Ore. Woman Accused Of Killing Baby Says She Lied

Published February 1, 2012 9:54PM (EST)

EUGENE, Ore. (AP) — A Springfield woman accused of killing her newborn son has taken the stand to testify that her pregnancy was a charade and she confessed to the crime to avoid exposing the lie.

Angelica Swartout testified Tuesday that she wore baggy fleece all summer long in 2010. She demonstrated from the witness stand how she pushed out her belly to fake a pregnancy that was bringing her attention from her family.

The 24-year-old hotel clerk is accused of smothering the child in an employee bathroom and putting the remains in a garbage can. No body has been found.

Swartout testified that she went along with police during questioning in which she tearfully confessed to delivering and smothering the baby, the Eugene Register-Guard (http://bit.ly/xh9HIO) reported. Otherwise, she said, she'd have to tell her family she had lied about the pregnancy.

Swartout said she initially told family members, truthfully, she'd had a positive home pregnancy test while living out of state in early 2010.

Feeling "scared and unsure," she said, she accepted an invitation from a sister to come home to Springfield.

"For the first time in my life since I was a kid, I felt a sense of belonging," she told the jury. "I mattered to my family all the sudden. ... They thought I was going to have a baby. Babies are big in our family."

Then, she said, she had vaginal bleeding followed by a negative pregnancy test at a local clinic, but she pretended to be pregnant to stay in her family's favor, including regular phone calls from her mother.

She said she falsely told friends and family that she delivered a stillborn son at a hospital on Oct. 18, 2010, "because I was supposed to be having a kid."

Five weeks later, two of her sisters called police after trying to retrieve a body from the hospital for a funeral and finding there was no record of a birth.

Both defense and prosecution lawyers have called doctors who did pelvic examinations of Swartout, and they gave conflicting opinions on the likelihood that she had given birth.

Swartout said she expected police would turn up evidence that she never had a child, but "reality kicked in" when she learned in a court hearing she faced a possible death sentence. Prosecutors later decided not to seek the death penalty.

"This is the only chance I have to tell the truth," she told jurors Tuesday. "I'm scared that if I'm not believed, I'll spend the rest of my life in prison."

If convicted, Swartout could be sentenced to life in prison, wither with a minimum sentence of 30 years or with no possibility of parole.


Your goal
Scan the lines below; pull out those with "Cyrenaica".
-- Supplied material follows --
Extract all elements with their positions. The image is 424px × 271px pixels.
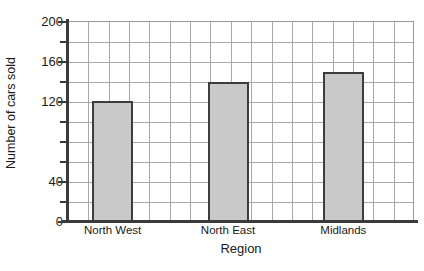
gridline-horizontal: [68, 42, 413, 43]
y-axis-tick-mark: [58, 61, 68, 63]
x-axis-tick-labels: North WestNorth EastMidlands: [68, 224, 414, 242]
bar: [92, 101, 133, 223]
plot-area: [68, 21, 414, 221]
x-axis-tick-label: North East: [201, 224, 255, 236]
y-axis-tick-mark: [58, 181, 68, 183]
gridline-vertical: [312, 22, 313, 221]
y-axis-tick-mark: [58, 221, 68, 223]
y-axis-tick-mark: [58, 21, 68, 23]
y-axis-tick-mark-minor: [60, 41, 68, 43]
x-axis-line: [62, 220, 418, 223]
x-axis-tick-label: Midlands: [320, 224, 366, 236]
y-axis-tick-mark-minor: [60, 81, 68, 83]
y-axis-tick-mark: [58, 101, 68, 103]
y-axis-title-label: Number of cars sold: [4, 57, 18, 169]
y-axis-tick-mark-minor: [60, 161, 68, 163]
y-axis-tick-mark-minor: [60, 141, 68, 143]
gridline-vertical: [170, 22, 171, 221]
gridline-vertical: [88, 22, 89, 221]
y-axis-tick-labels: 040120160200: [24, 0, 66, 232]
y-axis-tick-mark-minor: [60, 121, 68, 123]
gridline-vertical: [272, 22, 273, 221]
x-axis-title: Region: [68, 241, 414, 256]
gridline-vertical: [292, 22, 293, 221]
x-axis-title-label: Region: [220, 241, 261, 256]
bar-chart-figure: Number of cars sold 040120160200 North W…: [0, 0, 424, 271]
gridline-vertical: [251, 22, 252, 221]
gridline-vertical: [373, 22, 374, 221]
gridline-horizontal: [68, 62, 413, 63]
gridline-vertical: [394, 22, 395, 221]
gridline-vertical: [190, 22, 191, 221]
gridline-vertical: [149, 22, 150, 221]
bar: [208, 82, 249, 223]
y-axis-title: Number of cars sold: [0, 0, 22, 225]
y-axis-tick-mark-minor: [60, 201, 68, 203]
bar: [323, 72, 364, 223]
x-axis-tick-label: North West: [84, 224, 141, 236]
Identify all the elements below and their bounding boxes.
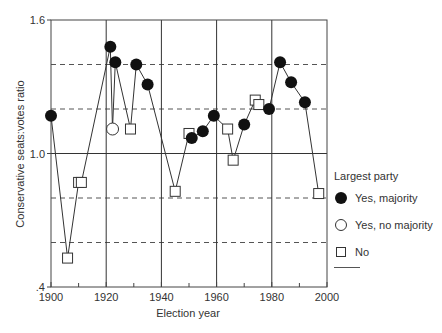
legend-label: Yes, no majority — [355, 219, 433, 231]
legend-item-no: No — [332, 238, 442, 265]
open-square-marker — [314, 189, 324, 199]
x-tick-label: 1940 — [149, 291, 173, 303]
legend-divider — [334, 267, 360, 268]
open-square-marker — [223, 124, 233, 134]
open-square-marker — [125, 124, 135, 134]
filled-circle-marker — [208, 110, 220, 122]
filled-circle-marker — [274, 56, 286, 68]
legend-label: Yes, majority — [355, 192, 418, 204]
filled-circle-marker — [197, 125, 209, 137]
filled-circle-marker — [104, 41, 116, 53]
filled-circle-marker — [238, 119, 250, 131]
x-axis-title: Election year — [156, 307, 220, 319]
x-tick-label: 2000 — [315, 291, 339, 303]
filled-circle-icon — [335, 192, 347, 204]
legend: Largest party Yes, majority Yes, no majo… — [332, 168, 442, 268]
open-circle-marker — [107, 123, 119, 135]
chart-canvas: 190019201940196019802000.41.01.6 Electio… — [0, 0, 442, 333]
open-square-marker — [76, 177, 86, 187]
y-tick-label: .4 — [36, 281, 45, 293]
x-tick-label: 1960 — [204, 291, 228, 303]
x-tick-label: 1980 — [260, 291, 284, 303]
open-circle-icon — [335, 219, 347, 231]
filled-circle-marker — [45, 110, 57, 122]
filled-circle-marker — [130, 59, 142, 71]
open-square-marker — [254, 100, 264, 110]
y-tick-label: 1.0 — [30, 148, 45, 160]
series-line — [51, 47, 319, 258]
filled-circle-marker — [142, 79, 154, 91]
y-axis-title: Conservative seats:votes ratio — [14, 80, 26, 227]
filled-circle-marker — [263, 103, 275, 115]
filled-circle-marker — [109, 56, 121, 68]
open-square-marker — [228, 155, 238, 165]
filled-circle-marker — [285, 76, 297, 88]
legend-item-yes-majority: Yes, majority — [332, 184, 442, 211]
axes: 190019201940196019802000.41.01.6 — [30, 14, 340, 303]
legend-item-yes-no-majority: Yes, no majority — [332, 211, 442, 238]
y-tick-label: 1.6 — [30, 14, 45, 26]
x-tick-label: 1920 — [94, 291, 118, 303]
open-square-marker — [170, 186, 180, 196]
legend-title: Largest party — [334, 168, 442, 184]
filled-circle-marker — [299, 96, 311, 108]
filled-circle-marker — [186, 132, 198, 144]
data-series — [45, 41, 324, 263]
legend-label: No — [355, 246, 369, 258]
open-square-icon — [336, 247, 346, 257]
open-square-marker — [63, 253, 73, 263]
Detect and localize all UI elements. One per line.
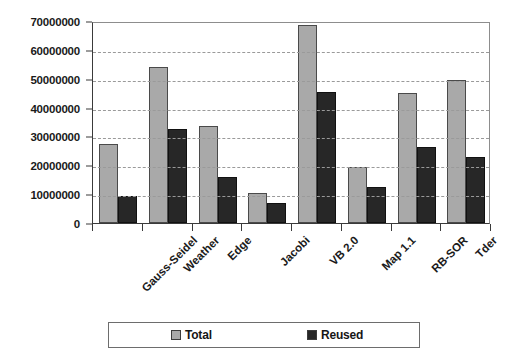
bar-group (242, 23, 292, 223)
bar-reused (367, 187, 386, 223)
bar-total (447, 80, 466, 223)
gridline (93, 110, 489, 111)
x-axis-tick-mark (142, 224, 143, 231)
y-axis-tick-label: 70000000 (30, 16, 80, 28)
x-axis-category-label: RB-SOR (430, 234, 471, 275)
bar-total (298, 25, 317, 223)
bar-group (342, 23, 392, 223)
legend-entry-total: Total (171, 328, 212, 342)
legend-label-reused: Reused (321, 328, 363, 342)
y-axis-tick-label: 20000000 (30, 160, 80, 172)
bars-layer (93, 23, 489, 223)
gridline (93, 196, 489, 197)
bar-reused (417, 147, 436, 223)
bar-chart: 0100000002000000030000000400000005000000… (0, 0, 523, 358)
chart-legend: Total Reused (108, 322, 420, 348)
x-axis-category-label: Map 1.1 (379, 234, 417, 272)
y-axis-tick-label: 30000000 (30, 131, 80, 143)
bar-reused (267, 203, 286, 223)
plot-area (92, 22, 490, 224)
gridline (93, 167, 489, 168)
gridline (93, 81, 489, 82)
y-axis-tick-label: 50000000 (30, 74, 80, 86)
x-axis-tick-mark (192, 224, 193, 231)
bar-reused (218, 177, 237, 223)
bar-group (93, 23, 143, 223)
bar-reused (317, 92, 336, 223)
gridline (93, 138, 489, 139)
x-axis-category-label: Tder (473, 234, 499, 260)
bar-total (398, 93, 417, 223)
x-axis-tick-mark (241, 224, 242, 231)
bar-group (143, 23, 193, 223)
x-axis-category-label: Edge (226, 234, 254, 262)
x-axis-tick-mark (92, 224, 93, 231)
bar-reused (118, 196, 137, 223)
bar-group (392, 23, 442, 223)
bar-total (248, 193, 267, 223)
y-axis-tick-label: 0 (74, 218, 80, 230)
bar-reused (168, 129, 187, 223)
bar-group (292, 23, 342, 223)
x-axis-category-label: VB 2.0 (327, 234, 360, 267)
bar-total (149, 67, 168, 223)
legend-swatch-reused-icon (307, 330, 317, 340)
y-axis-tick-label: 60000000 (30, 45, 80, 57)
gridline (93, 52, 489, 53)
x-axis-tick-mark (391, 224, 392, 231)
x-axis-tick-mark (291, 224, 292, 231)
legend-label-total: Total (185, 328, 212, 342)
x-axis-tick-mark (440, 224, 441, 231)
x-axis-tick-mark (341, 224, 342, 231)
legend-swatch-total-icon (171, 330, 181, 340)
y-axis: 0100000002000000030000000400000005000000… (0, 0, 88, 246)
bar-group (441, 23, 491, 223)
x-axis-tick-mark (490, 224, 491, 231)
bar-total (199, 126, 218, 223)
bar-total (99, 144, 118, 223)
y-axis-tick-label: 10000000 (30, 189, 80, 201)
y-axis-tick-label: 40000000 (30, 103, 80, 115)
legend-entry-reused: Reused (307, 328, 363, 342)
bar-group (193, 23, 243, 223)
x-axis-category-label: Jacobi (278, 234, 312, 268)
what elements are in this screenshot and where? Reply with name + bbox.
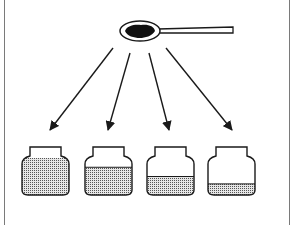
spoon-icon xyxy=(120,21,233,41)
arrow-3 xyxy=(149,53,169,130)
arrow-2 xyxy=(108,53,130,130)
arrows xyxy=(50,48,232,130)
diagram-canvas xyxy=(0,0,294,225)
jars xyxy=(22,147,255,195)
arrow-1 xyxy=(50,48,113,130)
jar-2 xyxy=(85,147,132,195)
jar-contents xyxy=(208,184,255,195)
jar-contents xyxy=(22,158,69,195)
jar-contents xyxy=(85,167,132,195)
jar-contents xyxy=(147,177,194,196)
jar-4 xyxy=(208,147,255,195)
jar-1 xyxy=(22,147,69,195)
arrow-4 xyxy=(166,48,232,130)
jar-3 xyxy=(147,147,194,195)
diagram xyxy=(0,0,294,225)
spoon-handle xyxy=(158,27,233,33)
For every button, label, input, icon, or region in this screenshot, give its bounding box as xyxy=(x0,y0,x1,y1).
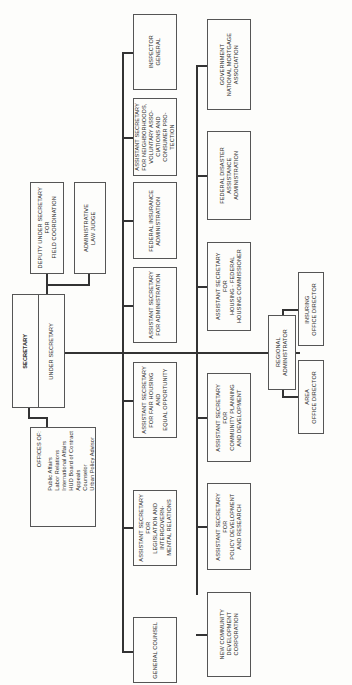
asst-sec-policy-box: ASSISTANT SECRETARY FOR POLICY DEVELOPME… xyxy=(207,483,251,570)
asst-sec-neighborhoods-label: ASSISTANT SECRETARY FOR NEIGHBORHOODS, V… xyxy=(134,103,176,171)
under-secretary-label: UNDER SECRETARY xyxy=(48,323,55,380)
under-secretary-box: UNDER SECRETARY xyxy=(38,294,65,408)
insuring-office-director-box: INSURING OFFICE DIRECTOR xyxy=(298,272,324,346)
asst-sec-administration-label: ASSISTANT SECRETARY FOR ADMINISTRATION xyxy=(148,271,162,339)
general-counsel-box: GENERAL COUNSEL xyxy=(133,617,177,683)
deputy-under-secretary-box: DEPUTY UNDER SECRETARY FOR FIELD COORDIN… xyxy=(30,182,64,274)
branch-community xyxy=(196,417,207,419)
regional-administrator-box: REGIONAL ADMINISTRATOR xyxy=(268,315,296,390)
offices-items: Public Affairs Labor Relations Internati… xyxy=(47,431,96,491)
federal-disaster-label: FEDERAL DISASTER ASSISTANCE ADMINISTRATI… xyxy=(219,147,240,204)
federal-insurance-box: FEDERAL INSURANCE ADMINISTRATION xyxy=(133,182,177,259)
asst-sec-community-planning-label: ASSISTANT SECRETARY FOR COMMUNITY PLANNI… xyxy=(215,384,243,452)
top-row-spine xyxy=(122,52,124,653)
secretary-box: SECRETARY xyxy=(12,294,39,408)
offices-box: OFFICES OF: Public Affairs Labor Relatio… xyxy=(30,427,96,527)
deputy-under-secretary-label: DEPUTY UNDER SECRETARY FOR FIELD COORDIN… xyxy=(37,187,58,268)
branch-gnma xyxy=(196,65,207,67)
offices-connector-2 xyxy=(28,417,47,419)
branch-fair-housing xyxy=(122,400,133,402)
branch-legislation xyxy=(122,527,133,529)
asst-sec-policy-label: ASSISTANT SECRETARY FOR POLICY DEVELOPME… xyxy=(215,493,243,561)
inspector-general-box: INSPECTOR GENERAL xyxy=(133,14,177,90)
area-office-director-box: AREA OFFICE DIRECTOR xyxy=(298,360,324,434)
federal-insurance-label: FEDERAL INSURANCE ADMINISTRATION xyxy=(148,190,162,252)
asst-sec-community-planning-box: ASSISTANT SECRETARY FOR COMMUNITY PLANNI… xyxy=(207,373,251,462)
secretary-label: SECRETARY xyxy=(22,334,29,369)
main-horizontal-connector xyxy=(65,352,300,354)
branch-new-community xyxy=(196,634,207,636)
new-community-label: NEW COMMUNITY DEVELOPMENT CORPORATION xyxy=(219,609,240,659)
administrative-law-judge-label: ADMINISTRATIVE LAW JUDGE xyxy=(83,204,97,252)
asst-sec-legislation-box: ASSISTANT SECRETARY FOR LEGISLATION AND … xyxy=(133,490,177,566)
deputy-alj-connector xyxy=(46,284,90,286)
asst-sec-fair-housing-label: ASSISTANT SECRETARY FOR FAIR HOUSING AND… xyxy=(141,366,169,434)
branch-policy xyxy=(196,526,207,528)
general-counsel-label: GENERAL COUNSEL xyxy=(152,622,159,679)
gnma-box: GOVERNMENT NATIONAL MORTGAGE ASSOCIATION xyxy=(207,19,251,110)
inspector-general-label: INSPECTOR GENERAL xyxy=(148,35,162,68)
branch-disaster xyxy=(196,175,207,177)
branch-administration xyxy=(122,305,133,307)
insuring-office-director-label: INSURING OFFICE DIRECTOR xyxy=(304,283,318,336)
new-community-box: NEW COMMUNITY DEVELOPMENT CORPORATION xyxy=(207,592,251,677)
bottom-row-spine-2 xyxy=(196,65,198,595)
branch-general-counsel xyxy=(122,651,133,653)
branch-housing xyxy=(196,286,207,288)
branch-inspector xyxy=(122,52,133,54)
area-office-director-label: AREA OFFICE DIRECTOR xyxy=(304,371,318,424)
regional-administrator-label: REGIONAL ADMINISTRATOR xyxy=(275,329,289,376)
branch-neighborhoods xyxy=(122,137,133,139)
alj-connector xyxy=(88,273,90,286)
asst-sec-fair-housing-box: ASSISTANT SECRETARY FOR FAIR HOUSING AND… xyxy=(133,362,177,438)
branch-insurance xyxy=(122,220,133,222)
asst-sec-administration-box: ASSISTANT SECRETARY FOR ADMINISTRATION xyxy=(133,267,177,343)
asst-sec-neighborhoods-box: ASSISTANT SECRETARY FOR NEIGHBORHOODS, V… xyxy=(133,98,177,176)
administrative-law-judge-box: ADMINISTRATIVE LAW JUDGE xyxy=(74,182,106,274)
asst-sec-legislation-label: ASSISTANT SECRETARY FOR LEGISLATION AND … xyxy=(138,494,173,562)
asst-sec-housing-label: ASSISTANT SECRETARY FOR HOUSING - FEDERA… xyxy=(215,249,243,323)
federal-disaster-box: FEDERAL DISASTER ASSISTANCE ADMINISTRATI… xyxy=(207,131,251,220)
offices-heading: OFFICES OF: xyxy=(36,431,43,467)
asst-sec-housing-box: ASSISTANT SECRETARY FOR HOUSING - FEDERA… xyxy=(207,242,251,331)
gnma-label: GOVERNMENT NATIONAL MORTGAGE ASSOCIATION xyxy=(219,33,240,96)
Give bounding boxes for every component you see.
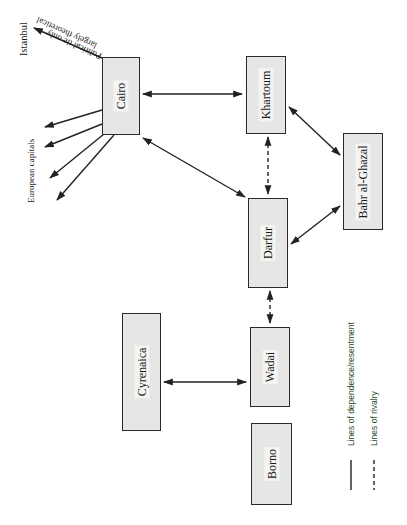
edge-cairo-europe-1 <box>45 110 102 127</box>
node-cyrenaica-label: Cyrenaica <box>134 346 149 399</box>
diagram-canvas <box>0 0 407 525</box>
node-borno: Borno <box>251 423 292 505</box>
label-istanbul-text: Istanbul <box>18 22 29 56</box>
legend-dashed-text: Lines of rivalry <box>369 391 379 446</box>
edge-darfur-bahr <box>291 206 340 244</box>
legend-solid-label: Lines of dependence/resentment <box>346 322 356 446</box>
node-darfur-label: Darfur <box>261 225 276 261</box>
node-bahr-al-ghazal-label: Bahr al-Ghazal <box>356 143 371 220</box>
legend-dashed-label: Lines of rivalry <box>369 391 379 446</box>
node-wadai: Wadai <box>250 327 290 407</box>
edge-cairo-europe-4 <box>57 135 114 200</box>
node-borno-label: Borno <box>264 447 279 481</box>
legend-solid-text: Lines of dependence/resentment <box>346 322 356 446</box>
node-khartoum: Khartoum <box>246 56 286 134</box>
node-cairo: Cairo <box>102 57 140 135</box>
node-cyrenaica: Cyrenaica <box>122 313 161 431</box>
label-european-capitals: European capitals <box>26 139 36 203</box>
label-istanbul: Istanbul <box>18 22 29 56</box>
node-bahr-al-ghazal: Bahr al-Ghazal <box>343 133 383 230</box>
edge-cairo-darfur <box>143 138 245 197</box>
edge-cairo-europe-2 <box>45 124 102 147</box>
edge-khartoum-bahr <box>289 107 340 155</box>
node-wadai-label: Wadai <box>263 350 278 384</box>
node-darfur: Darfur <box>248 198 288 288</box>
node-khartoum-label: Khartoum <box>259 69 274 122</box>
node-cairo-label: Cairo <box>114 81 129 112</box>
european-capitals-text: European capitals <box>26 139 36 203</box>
-- Supplied material concluded --
Reply to the task
node-cyrenaica-label: Cyrenaica <box>134 346 149 399</box>
node-cyrenaica: Cyrenaica <box>122 313 161 431</box>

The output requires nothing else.